Summary of Hlatky’s view

Hlatky argues that a logical belief in a conscious original cause – God – is possible, that is, a belief that is based on and tallies with our total current experience of life (see 11 below). In other words, he challenges the usual stance of blind belief or blind faith in relation to notions of God.

Hlatky’s hypothesis of the original cause is different from all other historically known monotheisms. The logical basis for the assertions that follow and for the criticisms of other monotheisms, pantheisms and atheistic views are put forward in Understanding Reality (we would refer the reader in particular to chapter 1 and the discussion about axioms in Dialogue 4) and in the other material referred to above.

Features of Hlatky’s notion of God:

  1. God is the unchangeably conscious, permanent, concrete whole, invisible behind creation. We are parts of that whole and as such are unchangeably conscious, permanent and concrete like God. Thus God doesn’t create us; he creates only our bodies in creation, to which we connect.
  2. God has a need to be understood and thereby loved. [UR p.24 Please note: in all links to Understanding Reality the extent of the relevant passage is indicated by black font. Page numbers are given for those who have a copy of the book.]
  3. If he is to meet this need, God must make himself known in some way to the parts so that they can understand him. It is through creation that God seeks to do this.
  4. The meaning of our life as humans is to make sense of God’s efforts to make himself understood and loved in this way, that is, through creation. So our need is to understand the whole reality. In doing that, we also understand not just God, but one another too.
  5. God, in his position as the whole, is the sole creator and maintainer of creation. But God cannot create anything permanent, only activity [UR p.16] – hence the changeability of creation. But this changeability must be viewed against the invisible background of the unchangeable, original conscious whole (with its conscious parts).
  6. God does not intervene in creation on a particular basis. But he maintains the whole creation and seeks to make himself known, indirectly, through it.
  7. God creates within himself.
  8. Therefore, it is not possible to meet or experience God directly, only indirectly through his ongoing activity with which we are faced every day.
  9. As parts of the concrete whole (God), we do not have any perspective on our original situation: we have no possibility of experiencing and, therefore, no possibility of understanding. For that we need to connect to a human body in creation, where our experiences can lead us to such an understanding.
  10. The conscious part that we are does not develop: it remains unchangeably what it is. So human beings are all basically 100% alike in having this same identity: that of conscious original parts of the conscious original whole, with the need to understand the whole and thereby experience love, mutuality, both in relation to the whole and to each other. This is in spite of the fact that on the surface we are all 100% unlike.
  11. Hlatky believed that anyone can arrive at his hypothesis on the basis of their own total experience of life, and then check it or test it on that same basis [UR p.128]. Because he regarded his hypothesis as reality-based in this way, he had no interest in setting himself up as an authority. Reality is the authority to which we are all subject [UR p.72]. And our total current experience of reality is what we should base our philosophical thinking on (for a lengthy elaboration of this point, see UR pp.140-2).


What you have to do:
Your job is to return the whole listing unchanged while skipping its images.

═════ Provided information

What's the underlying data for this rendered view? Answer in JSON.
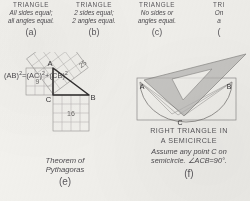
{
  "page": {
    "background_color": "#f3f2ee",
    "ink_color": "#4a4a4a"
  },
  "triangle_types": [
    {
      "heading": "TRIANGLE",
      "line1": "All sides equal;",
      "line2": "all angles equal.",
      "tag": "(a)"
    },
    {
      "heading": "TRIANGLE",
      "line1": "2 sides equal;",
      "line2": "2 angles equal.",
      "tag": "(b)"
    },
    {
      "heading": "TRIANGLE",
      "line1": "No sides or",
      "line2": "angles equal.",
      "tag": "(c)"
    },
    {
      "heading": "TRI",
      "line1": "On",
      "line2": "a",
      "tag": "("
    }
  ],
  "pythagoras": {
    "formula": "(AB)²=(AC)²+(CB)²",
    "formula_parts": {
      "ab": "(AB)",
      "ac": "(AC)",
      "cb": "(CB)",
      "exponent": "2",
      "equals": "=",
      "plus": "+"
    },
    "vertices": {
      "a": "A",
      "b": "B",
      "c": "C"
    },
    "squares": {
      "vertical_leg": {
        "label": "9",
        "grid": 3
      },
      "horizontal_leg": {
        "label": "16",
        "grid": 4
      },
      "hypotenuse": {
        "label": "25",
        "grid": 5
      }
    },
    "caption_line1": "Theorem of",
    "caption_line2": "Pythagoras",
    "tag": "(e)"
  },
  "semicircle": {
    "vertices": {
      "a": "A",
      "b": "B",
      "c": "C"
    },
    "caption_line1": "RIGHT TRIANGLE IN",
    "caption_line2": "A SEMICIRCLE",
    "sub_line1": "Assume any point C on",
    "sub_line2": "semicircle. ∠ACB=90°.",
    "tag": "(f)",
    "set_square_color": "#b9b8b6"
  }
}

══════════

Solution to the exercise:
What's the underlying data for this rendered view? Answer in JSON.
{
  "page": {
    "background_color": "#f3f2ee",
    "ink_color": "#4a4a4a"
  },
  "triangle_types": [
    {
      "heading": "TRIANGLE",
      "line1": "All sides equal;",
      "line2": "all angles equal.",
      "tag": "(a)"
    },
    {
      "heading": "TRIANGLE",
      "line1": "2 sides equal;",
      "line2": "2 angles equal.",
      "tag": "(b)"
    },
    {
      "heading": "TRIANGLE",
      "line1": "No sides or",
      "line2": "angles equal.",
      "tag": "(c)"
    },
    {
      "heading": "TRI",
      "line1": "On",
      "line2": "a",
      "tag": "("
    }
  ],
  "pythagoras": {
    "formula": "(AB)²=(AC)²+(CB)²",
    "formula_parts": {
      "ab": "(AB)",
      "ac": "(AC)",
      "cb": "(CB)",
      "exponent": "2",
      "equals": "=",
      "plus": "+"
    },
    "vertices": {
      "a": "A",
      "b": "B",
      "c": "C"
    },
    "squares": {
      "vertical_leg": {
        "label": "9",
        "grid": 3
      },
      "horizontal_leg": {
        "label": "16",
        "grid": 4
      },
      "hypotenuse": {
        "label": "25",
        "grid": 5
      }
    },
    "caption_line1": "Theorem of",
    "caption_line2": "Pythagoras",
    "tag": "(e)"
  },
  "semicircle": {
    "vertices": {
      "a": "A",
      "b": "B",
      "c": "C"
    },
    "caption_line1": "RIGHT TRIANGLE IN",
    "caption_line2": "A SEMICIRCLE",
    "sub_line1": "Assume any point C on",
    "sub_line2": "semicircle. ∠ACB=90°.",
    "tag": "(f)",
    "set_square_color": "#b9b8b6"
  }
}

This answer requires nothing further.